RURAL FUNERARY LANDSCAPES ON THE SYRIAN COAST DURING THE ROMAN AND BYZANTINE PERIODS: ARCHITECTURE, EPIGRAPHY, AND CULTURAL IDENTITY
DOI:
https://doi.org/10.20319/icssh.2025.561573Keywords:
Roman–Byzantine Syria, Rural Archaeology, Funerary Practices, Epigraphy, Sacred LandscapesAbstract
This paper investigates the funerary landscapes of rural settlements along the Syrian coast during the Roman and Byzantine periods. Spanning the 1st–6th centuries CE, lebanit examines how burial forms and mortuary rituals reflected broader transformations in social, religious, and cultural identity. Drawing on epigraphic evidence (Aliquot, 2010; Gatier, 2005), national archaeological surveys (Badawi 2010, 2015, 2016-2019), and the author’s own field documentation in the Jableh hinterland, the study develops a typology of rural tombs. It situates them in relation to settlements, agricultural installations, and sacred sites.

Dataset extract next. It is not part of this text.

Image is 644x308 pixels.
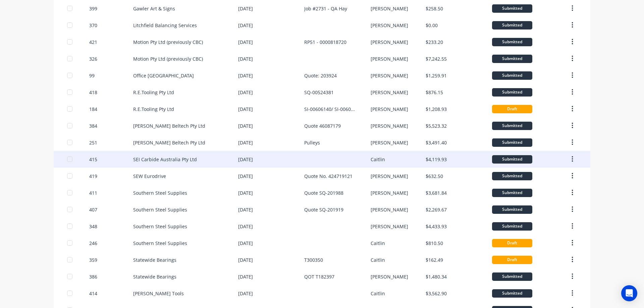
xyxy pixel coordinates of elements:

Case studies from Khirbet al-Mirdesiya, Bishman, Barsoomah, Arab al-Milk, and al-Rahbiyya highlight the predominance of rock-cut tombs, the selective use of Greek funerary inscriptions by rural elites, and the gradual Christianization of mortuary space. By comparing these practices with funerary traditions in Lebanon and the Syrian Limestone Massif, the paper demonstrates both regional continuities and unique coastal developments. The analysis highlights how burial spaces were not passive residues, but rather active social and symbolic constructs. They encoded kinship, memory, and belief into the physical landscape, thereby offering a valuable lens into the cultural identity of rural communities in Late Antiquity.